Seven research projects received funding through the 2018 Carrie Chapman Catt Prize for Research on Women and Politics.
“The Catt Center received a record 94 proposals from disciplines as varied as political science, history, theatre, queer studies, women’s studies and communication. Choosing from such a varied and high-quality pool of proposals is both rewarding and challenging,” said Karen M. Kedrowski, director of Iowa State University’s Carrie Chapman Catt Center for Women and Politics, which sponsors the annual awards.
The selection committee, composed of 19 faculty members, blind-reviewed the proposals and chose three projects as winners of the Catt Prize and four projects for honorable mention awards. Each of the winning prize proposals will receive $2,000. Honorable mention awards will receive $1,000 each.
Prize winners for 2018 are:
Rachel Bernhard, postdoctoral Prize Fellow in politics at Nuffield College at the University of Oxford, United Kingdom; Andrew Eggers, associate professor of quantitative methods in comparative government at Nuffield College at the University of Oxford; and Marko Klašnja, assistant professor of political science at Georgetown University, for “Wealth and Gender in Congressional Politics.” The study will examine four possible explanations for why female members of the U.S. Congress are wealthier, on average, than their male counterparts. The award will be used to hire research assistants to gather the data needed to code the variables.
Debra Lynn Leiter, assistant professor of political science at the University of Missouri-Kansas City, and Beth Miller Vonnahme, associate professor of political science at the University of Missouri-Kansas City, for “Can Women Soften the Far Right? How Leadership Gender Affects Far Right Party Evaluations and Reaction to Scandal.” The study will examine the relationship between leadership gender, scandal and ideological party family on party reputation to help understand how far-right parties have broadened their electoral support. The award will be used to recruit and conduct a pilot study with Mechanical Turk.
Alexandria Wilson, doctoral candidate in political science at the University of Florida, for “From Violence to Backlash: An Examination of Feminist Opposition to Anti-Gender Movements in Central and Eastern Europe.” The study will examine how women’s organizations in Central and Eastern Europe resist anti-gender campaigns and continue their activism in an environment of gender backlash. The award will be used to fund two months of fieldwork in Warsaw and Krakow, Poland.
Recipients of honorable mention awards are:
Lindsay J. Benstead, associate professor of political science at Portland State University, for “More Than Numbers: Women’s Political Representation in the Arab World.” The study examines whether the six-fold increase in women’s presence in Arab parliaments and local councils from 1997 to 2018 improves women’s substantive and symbolic representation. The award will be used to hire a research assistant to provide support with research, the literature review and editing.
Jennifer E. Cryer, doctoral candidate in political science at Stanford University, for “Candidate Identity, Communication, and Voter Evaluations: The Effect of Campaign Messages on Bias Attenuation.” This survey experiment will examine the effect of identity-influenced messaging strategies on voter perceptions. The award will be used to compensate respondents in the survey.
Cindy Koenig Richards, associate professor of civic communication and media at Willamette University, for “Still Hunt: How Women Remade the Politics of the Pacific Northwest, 1850-1912.” This book project tells the history of the suffrage campaigns in Oregon and Washington, where women won voting rights almost a decade before the ratification of the Nineteenth Amendment to the U.S. Constitution. The award will be used to fund travel to the University of Washington Special Collections for archival research.
Amanda Roberti, assistant professor of political science at Ramapo College of New Jersey, for “Conservative Women Legislators and the Co-option of Feminist Rhetoric to Restrict Abortion.” The study analyzes the role of conservative women in the development of “pro-woman” abortion restrictions in state legislatures. The award will be used to hire undergraduate researchers to assist with data collection and coding.
The annual research prize has been funded since 1994 by the Carrie Chapman Catt Center for Women and Politics through private donations. Since 1994, the Catt Center has awarded $110,500 to 110 research projects.
Members of the 2018 Catt Prize Selection Committee are Iowa State faculty members David Andersen, Tessa Ditonto, Jonathan Hassid, Mark Nieman, David Peterson, Kelly Shaw, Mack Shelley, Alex Tuckness and Robert Urbatsch, all with the Department of Political Science; Amy Bix and Stacy Cordery, Department of History; Daniela Dimitrova and Kelly Winfrey, Greenlee School of Journalism and Communication; Denise Oles-Acevedo, Department of English; and Kedrowski; as well as Dianne Bystrom, Catt Center director emerita. Andrew Green, professor of political science at Central College in Pella, Iowa; Jayme Renfro, assistant professor of political science at the University of Northern Iowa; and Ben Warner, associate professor of communication and co-director of the Political Communication Institute at the University of Missouri-Kansas City also served on the committee, which was assisted by Sue Cloud, communications specialist for the Catt Center.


Task directions - Only the number is wanted: how many lines below include "Borrar"?

======== Information supplied

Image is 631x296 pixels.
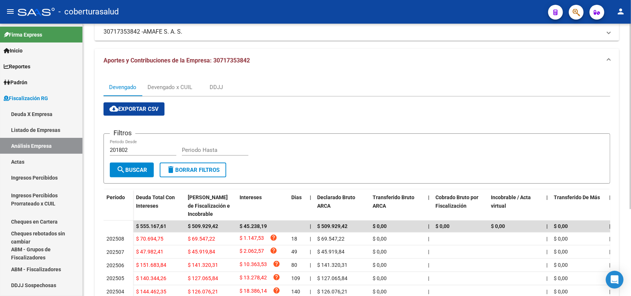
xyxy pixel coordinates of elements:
span: AMAFE S. A. S. [143,28,182,36]
span: $ 144.462,35 [136,289,166,295]
span: | [428,223,429,229]
span: | [310,275,311,281]
span: | [609,236,610,242]
span: 18 [291,236,297,242]
span: $ 0,00 [373,289,387,295]
div: Devengado x CUIL [147,83,192,91]
button: Buscar [110,163,154,177]
span: $ 0,00 [373,223,387,229]
datatable-header-cell: Deuda Bruta Neto de Fiscalización e Incobrable [185,190,237,222]
span: $ 509.929,42 [188,223,218,229]
h3: Filtros [110,128,135,138]
span: Borrar Filtros [166,167,220,173]
span: | [546,275,547,281]
datatable-header-cell: Cobrado Bruto por Fiscalización [432,190,488,222]
span: [PERSON_NAME] de Fiscalización e Incobrable [188,194,230,217]
datatable-header-cell: | [543,190,551,222]
span: | [546,262,547,268]
span: | [546,289,547,295]
mat-expansion-panel-header: 30717353842 -AMAFE S. A. S. [95,23,619,41]
span: $ 1.147,53 [239,234,264,244]
span: $ 2.062,57 [239,247,264,257]
span: $ 127.065,84 [317,275,347,281]
datatable-header-cell: Período [103,190,133,221]
span: $ 126.076,21 [188,289,218,295]
span: | [310,223,311,229]
span: $ 141.320,31 [188,262,218,268]
mat-panel-title: 30717353842 - [103,28,601,36]
span: $ 0,00 [373,249,387,255]
mat-icon: search [116,165,125,174]
span: | [609,249,610,255]
mat-icon: person [616,7,625,16]
span: $ 0,00 [554,262,568,268]
span: Incobrable / Acta virtual [491,194,531,209]
button: Borrar Filtros [160,163,226,177]
span: Fiscalización RG [4,94,48,102]
datatable-header-cell: Intereses [237,190,288,222]
span: | [428,194,429,200]
span: | [428,236,429,242]
span: $ 127.065,84 [188,275,218,281]
datatable-header-cell: Declarado Bruto ARCA [314,190,370,222]
span: $ 0,00 [554,223,568,229]
span: | [546,236,547,242]
span: 80 [291,262,297,268]
datatable-header-cell: | [606,190,614,222]
span: Transferido Bruto ARCA [373,194,414,209]
i: help [273,273,280,281]
span: $ 141.320,31 [317,262,347,268]
span: | [609,289,610,295]
span: $ 555.167,61 [136,223,166,229]
div: Devengado [109,83,136,91]
i: help [270,247,277,254]
span: $ 45.919,84 [317,249,344,255]
span: $ 0,00 [554,275,568,281]
span: $ 140.344,26 [136,275,166,281]
div: DDJJ [210,83,223,91]
span: | [428,289,429,295]
span: 202505 [106,275,124,281]
span: | [428,275,429,281]
span: $ 0,00 [554,236,568,242]
span: - coberturasalud [58,4,119,20]
button: Exportar CSV [103,102,164,116]
span: Período [106,194,125,200]
div: Open Intercom Messenger [606,271,623,289]
span: | [310,236,311,242]
span: Exportar CSV [109,106,159,112]
span: $ 0,00 [554,249,568,255]
span: Dias [291,194,302,200]
mat-icon: cloud_download [109,104,118,113]
i: help [273,287,280,294]
span: $ 69.547,22 [188,236,215,242]
span: $ 0,00 [435,223,449,229]
span: | [310,194,311,200]
span: | [546,194,548,200]
span: 49 [291,249,297,255]
datatable-header-cell: Deuda Total Con Intereses [133,190,185,222]
datatable-header-cell: Dias [288,190,307,222]
span: Buscar [116,167,147,173]
span: $ 0,00 [373,275,387,281]
i: help [270,234,277,241]
datatable-header-cell: | [425,190,432,222]
span: | [428,262,429,268]
span: | [310,249,311,255]
span: Aportes y Contribuciones de la Empresa: 30717353842 [103,57,250,64]
span: 202506 [106,262,124,268]
span: | [609,262,610,268]
span: Padrón [4,78,27,86]
span: Transferido De Más [554,194,600,200]
span: Cobrado Bruto por Fiscalización [435,194,478,209]
span: Declarado Bruto ARCA [317,194,355,209]
span: $ 45.238,19 [239,223,267,229]
span: | [428,249,429,255]
span: 202508 [106,236,124,242]
span: 140 [291,289,300,295]
mat-icon: menu [6,7,15,16]
span: $ 69.547,22 [317,236,344,242]
datatable-header-cell: Transferido Bruto ARCA [370,190,425,222]
span: $ 70.694,75 [136,236,163,242]
span: $ 126.076,21 [317,289,347,295]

================

Task output - 2